Your suitcase is still half-packed in the corner. It has been four days. The red dust from Cape Coast is still on the soles of the shoes you wore that morning, and you have not been able to bring yourself to clean them. You are back at your desk in Atlanta, and someone has just asked how the holiday was. You said it was good, because there is no version of the true answer that fits inside a hallway conversation.
Nobody warns you about the week you get home. The trip itself, you prepared for. You read about Cape Coast Castle, you booked the flights, you packed the right shoes. What you did not prepare for is the quiet that arrives once you are back, when the people around you expect you to be the same person who left.
You are not. And the distance between who returned and the life that did not change while you were gone has a name.
What reverse culture shock actually is
Reverse culture shock is the disorientation of returning to a familiar place after an experience that changed how you see it. It is well documented in people who have lived abroad, worked overseas, or spent long stretches inside another culture. For diaspora travellers returning from Ghana, it tends to arrive faster and sit heavier, because the trip was never only a trip. It was a question about who you are, asked in a place you had carried in your head your whole life.
A holiday ends when you unpack. A return does not.
Why it lands harder after a heritage trip
Most travel gives you a gap between the ordinary and the new, and you cross back over it without much trouble. A heritage trip is different. You stood in a dungeon under Cape Coast Castle, and three days later you are standing in a supermarket queue while someone complains about the self-checkout. Both things are real. Holding them in the same body is the part that is hard.
There is grief in it, and the grief is difficult to place. You are not mourning a person. You are mourning a thing you only fully felt once you were there — what was taken, and how long ago, and how much of it cannot be returned. That kind of grief does not move on a schedule, and it does not explain itself well to people who were not with you.
And there is the feeling of being unseen. You came back changed, and the people who love you cannot see it, because the change happened somewhere they have never been.
Recognition of the darkness of the heritage is universal, but experiences of the darkness are diverse.— Academic research, cited in the Ghana Content Framework, 2025
What helps
None of this is a problem to be solved by the weekend. But there are things that make the re-entry survivable, and they are specific.
- Give it more time than you think you need. The pressure to "process it and move on" is the thing to resist. Let it be unfinished for a while.
- Find the others who went. One person who has stood where you stood is worth more than a hundred who ask how the weather was. If you travelled with strangers, keep their numbers.
- Keep one small practice. A photograph on the shelf, a Ghanaian dish once a week, a name said aloud. Continuity is what stops the trip from becoming a thing that happened once.
- Write it down before you explain it. Put the real version somewhere private first. You will need it later, and the act of writing protects the memory from being flattened by the first person who hears the short version.
- Protect it from people who cannot receive it. Not everyone has earned the long answer. That is not coldness. It is care.
When people ask "how was it"
You will be asked this a hundred times in the first month, and most of the people asking want the two-sentence answer. Have it ready. "It was the most important thing I have done. I am still sitting with it." That is a complete and honest reply, and it closes the door gently on a conversation that the supermarket aisle cannot hold.
Save the long version for the few who lean in when you give the short one. They are the ones who were really asking.
The week you got home is not a sign that something went wrong. It is the evidence that something went right — that you went somewhere real, and it reached you. Let it take the time it takes.
The Heritage Preparation Pack is free.
A practical guide to preparing — emotionally, culturally, and on the ground — for a return to Ghana. Built with Ghanaians, yours to download at no charge.
Get the free pack →Sources & further reading
- Ghana Content Framework: Simple Questions, Real Answers (2025) — diaspora traveller accounts and academic citations on heritage-site emotion.
- AFROFEAST Comprehensive African Heritage Tourism Report, 2025.
- OurRoots Editorial interviews with first-return travellers, 2025–2026.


* Requirement
Take the listing that follows and copy it precisely.
**** Material for this exercise ****
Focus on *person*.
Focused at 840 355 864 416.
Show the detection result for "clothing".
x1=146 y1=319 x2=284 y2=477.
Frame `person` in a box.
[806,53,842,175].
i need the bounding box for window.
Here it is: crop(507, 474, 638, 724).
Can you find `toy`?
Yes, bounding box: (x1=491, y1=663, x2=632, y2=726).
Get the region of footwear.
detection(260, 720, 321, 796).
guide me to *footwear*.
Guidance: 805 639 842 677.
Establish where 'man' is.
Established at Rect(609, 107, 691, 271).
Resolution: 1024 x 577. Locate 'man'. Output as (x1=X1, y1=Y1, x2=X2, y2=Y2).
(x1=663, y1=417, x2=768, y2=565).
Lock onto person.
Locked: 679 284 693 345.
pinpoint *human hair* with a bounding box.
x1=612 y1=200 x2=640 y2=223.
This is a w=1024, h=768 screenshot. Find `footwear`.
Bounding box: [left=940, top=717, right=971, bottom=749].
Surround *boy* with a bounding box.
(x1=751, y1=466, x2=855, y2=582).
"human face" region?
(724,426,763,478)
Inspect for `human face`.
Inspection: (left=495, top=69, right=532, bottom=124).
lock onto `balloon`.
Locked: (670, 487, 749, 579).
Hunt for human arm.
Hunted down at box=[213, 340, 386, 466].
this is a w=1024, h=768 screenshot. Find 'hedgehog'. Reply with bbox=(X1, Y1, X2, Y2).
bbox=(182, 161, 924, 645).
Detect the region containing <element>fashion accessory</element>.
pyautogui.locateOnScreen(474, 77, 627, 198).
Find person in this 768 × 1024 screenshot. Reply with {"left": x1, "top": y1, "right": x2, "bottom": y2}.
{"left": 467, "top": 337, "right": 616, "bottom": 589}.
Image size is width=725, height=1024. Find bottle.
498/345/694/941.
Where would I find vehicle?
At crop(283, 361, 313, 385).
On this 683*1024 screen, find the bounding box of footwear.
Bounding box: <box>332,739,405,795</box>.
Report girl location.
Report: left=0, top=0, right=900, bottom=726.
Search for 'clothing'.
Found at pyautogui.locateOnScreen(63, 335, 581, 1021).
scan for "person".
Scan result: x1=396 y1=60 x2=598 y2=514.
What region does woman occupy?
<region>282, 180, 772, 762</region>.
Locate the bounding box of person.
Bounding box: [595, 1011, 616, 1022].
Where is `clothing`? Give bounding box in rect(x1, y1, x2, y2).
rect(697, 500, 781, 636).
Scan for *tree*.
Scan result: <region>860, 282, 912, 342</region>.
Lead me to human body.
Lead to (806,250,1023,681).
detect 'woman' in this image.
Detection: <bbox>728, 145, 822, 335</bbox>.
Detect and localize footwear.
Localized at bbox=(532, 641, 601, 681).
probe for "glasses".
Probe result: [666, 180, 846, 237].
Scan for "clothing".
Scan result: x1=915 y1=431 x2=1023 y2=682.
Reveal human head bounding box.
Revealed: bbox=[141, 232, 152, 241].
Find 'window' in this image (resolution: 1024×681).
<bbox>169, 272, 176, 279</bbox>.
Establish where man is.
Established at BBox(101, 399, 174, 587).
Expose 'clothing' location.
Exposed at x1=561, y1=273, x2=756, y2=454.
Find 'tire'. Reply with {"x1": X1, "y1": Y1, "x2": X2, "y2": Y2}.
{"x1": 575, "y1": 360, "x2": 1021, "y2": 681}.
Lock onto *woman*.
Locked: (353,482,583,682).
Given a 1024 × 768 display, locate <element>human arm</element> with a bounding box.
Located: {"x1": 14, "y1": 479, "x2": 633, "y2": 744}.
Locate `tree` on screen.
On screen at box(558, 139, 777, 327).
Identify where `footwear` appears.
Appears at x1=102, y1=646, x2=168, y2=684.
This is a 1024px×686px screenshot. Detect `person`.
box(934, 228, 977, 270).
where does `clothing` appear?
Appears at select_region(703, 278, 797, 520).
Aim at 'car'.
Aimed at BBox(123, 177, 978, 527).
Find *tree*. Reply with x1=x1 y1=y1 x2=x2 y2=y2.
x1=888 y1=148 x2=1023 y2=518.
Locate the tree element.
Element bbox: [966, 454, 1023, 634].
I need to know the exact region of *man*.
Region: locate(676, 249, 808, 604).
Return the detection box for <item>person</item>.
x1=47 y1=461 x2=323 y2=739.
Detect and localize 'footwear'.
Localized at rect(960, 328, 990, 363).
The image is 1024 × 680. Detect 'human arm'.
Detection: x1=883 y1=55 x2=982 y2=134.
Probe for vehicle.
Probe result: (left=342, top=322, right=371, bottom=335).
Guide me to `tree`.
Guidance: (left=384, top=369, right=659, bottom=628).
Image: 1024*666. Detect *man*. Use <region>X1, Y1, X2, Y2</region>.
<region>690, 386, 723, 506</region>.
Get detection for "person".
****
* Solution to the problem
Focus on *person*.
Focused at 840 355 864 416.
Show the detection result for "clothing".
x1=146 y1=319 x2=284 y2=477.
Frame `person` in a box.
[806,53,842,175].
i need the bounding box for window.
Here it is: crop(507, 474, 638, 724).
Can you find `toy`?
Yes, bounding box: (x1=491, y1=663, x2=632, y2=726).
Get the region of footwear.
detection(260, 720, 321, 796).
guide me to *footwear*.
Guidance: 805 639 842 677.
Establish where 'man' is.
Established at Rect(609, 107, 691, 271).
Resolution: 1024 x 577. Locate 'man'. Output as (x1=X1, y1=Y1, x2=X2, y2=Y2).
(x1=663, y1=417, x2=768, y2=565).
Lock onto person.
Locked: 679 284 693 345.
pinpoint *human hair* with a bounding box.
x1=612 y1=200 x2=640 y2=223.
This is a w=1024, h=768 screenshot. Find `footwear`.
Bounding box: [left=940, top=717, right=971, bottom=749].
Surround *boy* with a bounding box.
(x1=751, y1=466, x2=855, y2=582).
"human face" region?
(724,426,763,478)
Inspect for `human face`.
Inspection: (left=495, top=69, right=532, bottom=124).
lock onto `balloon`.
Locked: (670, 487, 749, 579).
Hunt for human arm.
Hunted down at box=[213, 340, 386, 466].
this is a w=1024, h=768 screenshot. Find 'hedgehog'. Reply with bbox=(X1, Y1, X2, Y2).
bbox=(182, 161, 924, 645).
Detect the region containing <element>fashion accessory</element>.
pyautogui.locateOnScreen(474, 77, 627, 198).
Find person in this 768 × 1024 screenshot. Reply with {"left": x1, "top": y1, "right": x2, "bottom": y2}.
{"left": 467, "top": 337, "right": 616, "bottom": 589}.
Image size is width=725, height=1024. Find bottle.
498/345/694/941.
Where would I find vehicle?
At crop(283, 361, 313, 385).
On this 683*1024 screen, find the bounding box of footwear.
Bounding box: <box>332,739,405,795</box>.
Report girl location.
Report: left=0, top=0, right=900, bottom=726.
Search for 'clothing'.
Found at pyautogui.locateOnScreen(63, 335, 581, 1021).
scan for "person".
Scan result: x1=396 y1=60 x2=598 y2=514.
What region does woman occupy?
<region>282, 180, 772, 762</region>.
Locate the bounding box of person.
Bounding box: [595, 1011, 616, 1022].
Where is `clothing`? Give bounding box in rect(x1, y1, x2, y2).
rect(697, 500, 781, 636).
Scan for *tree*.
Scan result: <region>860, 282, 912, 342</region>.
Lead me to human body.
Lead to (806,250,1023,681).
detect 'woman' in this image.
Detection: <bbox>728, 145, 822, 335</bbox>.
Detect and localize footwear.
Localized at bbox=(532, 641, 601, 681).
probe for "glasses".
Probe result: [666, 180, 846, 237].
Scan for "clothing".
Scan result: x1=915 y1=431 x2=1023 y2=682.
Reveal human head bounding box.
Revealed: bbox=[141, 232, 152, 241].
Find 'window' in this image (resolution: 1024×681).
<bbox>169, 272, 176, 279</bbox>.
Establish where man is.
Established at BBox(101, 399, 174, 587).
Expose 'clothing' location.
Exposed at x1=561, y1=273, x2=756, y2=454.
Find 'tire'. Reply with {"x1": X1, "y1": Y1, "x2": X2, "y2": Y2}.
{"x1": 575, "y1": 360, "x2": 1021, "y2": 681}.
Lock onto *woman*.
Locked: (353,482,583,682).
Given a 1024 × 768 display, locate <element>human arm</element> with a bounding box.
Located: {"x1": 14, "y1": 479, "x2": 633, "y2": 744}.
Locate `tree` on screen.
On screen at box(558, 139, 777, 327).
Identify where `footwear` appears.
Appears at x1=102, y1=646, x2=168, y2=684.
This is a 1024px×686px screenshot. Detect `person`.
box(934, 228, 977, 270).
where does `clothing` appear?
Appears at select_region(703, 278, 797, 520).
Aim at 'car'.
Aimed at BBox(123, 177, 978, 527).
Find *tree*. Reply with x1=x1 y1=y1 x2=x2 y2=y2.
x1=888 y1=148 x2=1023 y2=518.
Locate the tree element.
Element bbox: [966, 454, 1023, 634].
I need to know the exact region of *man*.
Region: locate(676, 249, 808, 604).
Return the detection box for <item>person</item>.
x1=47 y1=461 x2=323 y2=739.
Detect and localize 'footwear'.
Localized at rect(960, 328, 990, 363).
The image is 1024 × 680. Detect 'human arm'.
Detection: x1=883 y1=55 x2=982 y2=134.
Probe for vehicle.
Probe result: (left=342, top=322, right=371, bottom=335).
Guide me to `tree`.
Guidance: (left=384, top=369, right=659, bottom=628).
Image: 1024*666. Detect *man*. Use <region>X1, Y1, X2, Y2</region>.
<region>690, 386, 723, 506</region>.
Get detection for "person".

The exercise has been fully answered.